Day in and day out they lay eggs, but they never have any chicks.  No one to carry on the family line – as it were.

Of course, the (presumably) limited intelligence of a chicken may shield them from the cumulative effect of so much work for so little reward.  Perhaps every day they have forgotten that just yesterday they laid some eggs, and just yesterday they got snatched, and just yesterday they were all alone in their nest.  But can their (presumably) tiny brains protect their emotions, too?

Imagine how excited you’d be if the thing you were made to do (in a chicken’s case let’s assume that’s lay eggs and raise chicks) seemed like it would become a reality and then how devastated you’d feel when that same hope got snatched away on a daily basis?  For us, much more sophisticated beings, that may look like studying hard for an exam and failing, or pouring your heart into a painting and having someone ask you who puked on your canvas, or designing a project that never has any commercial success.   I’m no chicken, but this cycle tends to do rather a number on my emotional state.

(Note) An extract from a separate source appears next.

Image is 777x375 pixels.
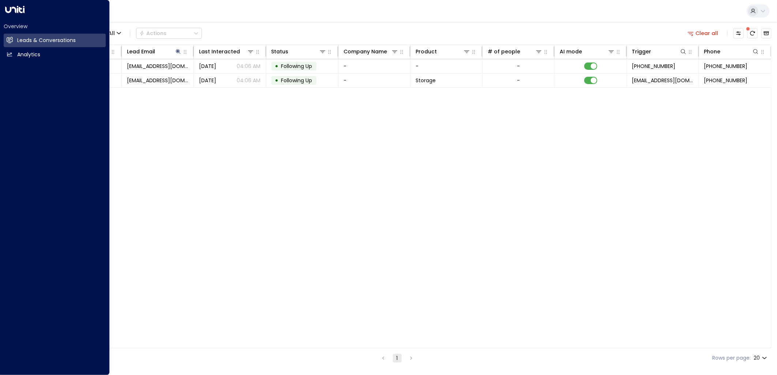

There is an old proverb that may have originated from someone studying chickens:  hope deferred makes the heart sick. (From the original: eggs removed makes a chicken cluck.)

On one hand I suppose the chickens who did, um, make it to be chickens should be quite pleased that the eggs they came from weren’t picked for omelletes.  Of course, this being rather a mental ascension, and they being (seemingly) rather stupid creatures I think  we safely assume they never climb that mental mountain and leave the valley of despair behind. (I doubt there is ‘the other’ hand -especially given that chickens don’t have hands so the whole reference is a little misguided anyways.)

Since their minds are neither sufficiently complex to remember the ordeal of the missing eggs from yesterday or to mentally ascend to a higher plain concerning their miserable state I think we have to re-evaluate our use of the word chicken in our vocabulary.  You see, chickens aren’t very chicken.

They try, fail, try, fail until the cows come home.

Since we can say that a chicken laying an egg is not a frivolous use of their time or a fool’s errand their efforts are not foolish or laughable so much as admirable.

So, perhaps all of us who have tried and failed and are afraid to try again shouldn’t be called chickens anymore.

Chickens, after all, don’t appear to be chicken.


viscious chicken of bristol

(Brave) Sir Robin's Crest

The orated tale of Sir Robin who nearly attacked the vicious chicken of Bristol.  (Having decided against the attack, he, in the end, decided to take the chicken as his crest just the same.)